In this image you can tell the balloons take some time to converge compared to other objects because of their diffuse transmission/translucency. Different effects will take longer in some scenes than others and your overall image contrast can be different based on subject matter, time of day, or even artistic mood. Naturally a hard and fast suggestion is preferred but scenes are all unique visually and might even change drastically during a shot.

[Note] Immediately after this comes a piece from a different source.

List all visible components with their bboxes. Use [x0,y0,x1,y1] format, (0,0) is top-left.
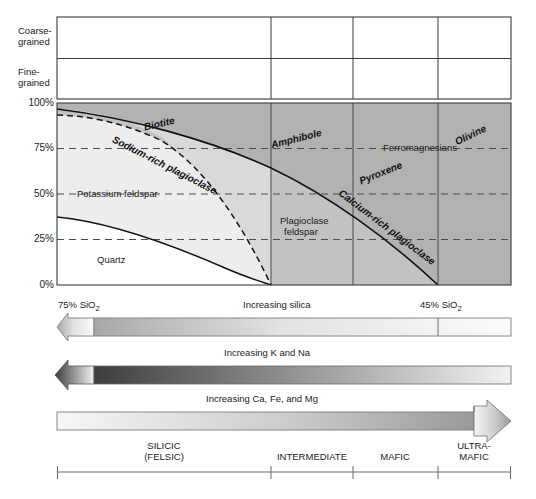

If you let the image fully converge then you may be letting it render longer than necessary and losing time. Choosing to use Denoise too early will result in artifacts and in an animation these can move around and be quite distracting. Below is a simple illustration of this using the graph.Ĭhances are you're most interested in when to use Denoise. This is where the Denoise feature does its work for the artist! By removing this sort-of long "tail" in the convergence curve, you can eliminate having to take more samples and finish your render earlier. This is because convergence over time tends to resemble a curve where eventually it starts to flatten out. Notice that as sample counts get higher and higher, the difference in quality becomes more and more subtle. You can get an idea about this looking at the progression below, each slice is a lower Pixel Variance value left to right. When using RenderMan, you can increase the samples taken automatically by the renderer by decreasing the Pixel Variance parameter in small increments. The more powerful your computer (the more processor cores and more modern it is) the faster this will go. More samples will help the image improve, but this takes time. For a first iteration you may see something like the image below:

Users are familiar with this effect when a render just starts up and then converges before their eyes. When rendering scenes using raytracing, the result of poor quality settings or insufficient time to converge shows noise. Your pixel filter should be set to "importance".